As for Solomon, he was, as you say, all his days a marvellous wealthy king, and much was he beloved with God, I know, in the beginning of his reign. But that the favour of God continued with him, as his prosperity did, that cannot I tell, and therefore will I not warrant it. But surely we see that his continual wealth made him fall into wanton folly, first in multiplying wives to a horrible number, contrary to the commandment of God, given in the law of Moses, and secondly in taking to wife among others some who were infidels, contrary to another commandment of God’s written law. Also we see that finally, by means of his infidel wife, he fell into maintenance of idolatry himself. And of this we find no amendment or repentance, as we find of his father. And therefore, though he were buried where his father was, yet whether he went to the rest that his father did, through some secret sorrow for his sin at last—that is to say, by some kind of tribulation—I cannot tell, and am content therefore to trust well and pray God that he did so. But surely we are not so sure, and therefore the example of Solomon can very little serve you. For you might as well lay it for a proof that God favoureth idolatry as that he favoureth prosperity; for Solomon was, you know, in both.
As for Job, since our question hangeth upon prosperity that is perpetual, the wealth of Job, which was interrupted with so great adversity, can, as you yourself see, serve you for no example. And that God gave him here in this world all things double that he lost, little toucheth my matter, which denieth not prosperity to be God’s gift, and given to some good men, too; namely, to such as have tribulation too.
But in Abraham, cousin, I suppose is all your chief hold, because you not only show riches and prosperity perpetual in him through the course of all his whole life in this world, but after his death also. Lazarus, that poor man, who lived in tribulation and died for pure hunger and thirst, had after his death his place of comfort and rest in Abraham’s—that wealthy man’s—bosom. But here must you consider that Abraham had not such continual prosperity but what it was discontinued with divers tribulations.

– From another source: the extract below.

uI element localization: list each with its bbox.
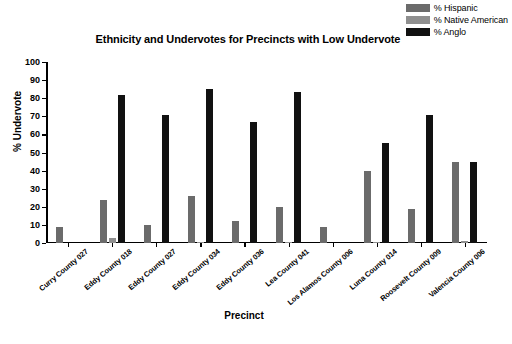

Was it nothing to him, think you, to leave his own country, and at God’s sending to go into a strange land, which God promised him and his seed forever, but in all his life he gave him never a foot? Was it no trouble, that his cousin Loth and himself were fain to part company, because their servants could not agree together? Though he recovered Loth again from the three kings, was his capture no trouble to him, think you, in the meanwhile? Was the destruction of the five cities no heaviness to his heart? Any man would think so, who readeth in the story what labour he made to save them.